We note the cute theme that certain properties (such as being an edge polytope, or normality) behave very well for edge polytopes when they are separated by hyperplanes. We make this precise and outline some related algorithms and structural properties.
This paper solves the problem of seeing if six graduate students can write a joint paper. It also uses a hodgepodge of ideas to look at enumerating matrices over finite fields with certain conditions. We think of them as q-analogues of permutations and explain strange coincidences. An earlier draft is available on the arXiv.
We generalize the Frobenius problem of determining the maximal integral value such that a given set of integral denominations cannot produce to higher dimensions. Many fundamentals we'd naturally want for such a theory are proven here.

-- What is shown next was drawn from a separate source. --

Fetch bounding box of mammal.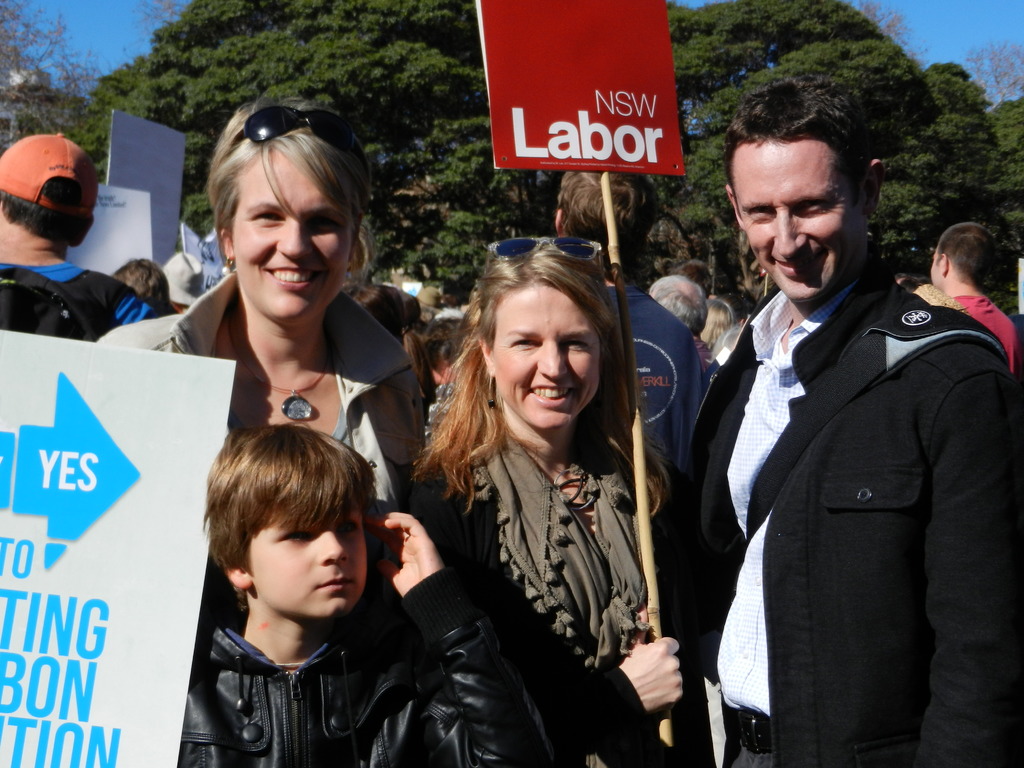
Bbox: bbox=[148, 350, 451, 767].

Similar to the "Adinkras for Mathematicians" talk, but includes more things as the program has advanced to 2 dimensions. Basically things from "Adinkras for Mathematicians" plus "Structural Theory of 2-d Adinkras."
I talk about elementary topology with a combinatorial flavor applied to "real-life" problems such as splitting cakes or dividing rent, talking about Sperner's Lemma, Tucker's Lemma, and Brouwer's Fixed-Point Theorem.

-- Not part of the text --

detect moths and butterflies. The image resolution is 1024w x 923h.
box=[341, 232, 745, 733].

A discussion of four problems where I give solutions of various forms: enumerating graded posets, graded (2+2)-avoiding posets, graded (3+1)-avoiding posets, and graded (2+2)- and (3+1)-avoiding posets. The (3+1)-avoiding poset work is joint work with Joel Lewis.
During the MIT IAP period of 2011-2012, I worked about 14 hours a day (with Sasha Rush) to create a heads-up NL Hold'em program for the first MIT Pokerbots competition. We had some weird bugs but still won the dubious "Best Strategy Report" award. This was an invited lecture given for the second-year competitors about some lessons I learned, ranging from strategy to programming practices, but also some war stories of blood, sweat, and tears.
A not-so random walk through some basic topics in probability and machine learning. I did this by juxtoposing some seemingly disparate topics that I bundle in my mental model: binary hypothesis testing, Naive Bayes (and its lesser-known sister, Noisy-Or), and basic causality concepts (e.g. d-separation). Theme: being naive is good.
I debunk some common misconceptions about the role of mathematics in poker, ranging from overemphasis ("all you have to do is play by the odds") to over de-emphasis ("poker is not about numbers, it is about guts"). In mathematician-style, I introduce successive toy games to show how certain "psychological" aspects such as bluffing arise naturally from game-theory and how different "action ranges" form given the players' options. The toy games are happily rich enough to create some heuristics directly applicable in actual play.
Abstract: I will attempt to illuminate the shady "umbral calculus" classically delegated to algebraic manipulations that annoyed mathematicians much like physics still does (in both senses of being dreadfully non-rigorous and delightfully useful), starting with Blissard's Symbolic Method which thrived in the 1860's development of classical invariant theory. The talk will then scan across a couple of other seemingly unrelated disciplines, including proving that $e = 2$ in finite calculus and giving a way to solve a general cubic/quartic. Short ninja lesson included upon request.
This is based on one of my projects at my REU in Duluth. I generalize slightly a result of Greene and contemplate another angle of thinking about permutation containment and avoidance by splitting permutations into classes based on RSK.
Fall 2015: Math 191 (Problem Solving) and Math 116 (Cryptography)
Spring 2015: Math 172 (Combinatorics)
Fall 2014: Math 116 (Cryptography) and Math 191 (Problem Solving Seminar).
Spring 2013: Math 104 (introduction to analysis).
Fall 2013: Math 113 (abstract algebra)
For non-academic things, please see my personal page.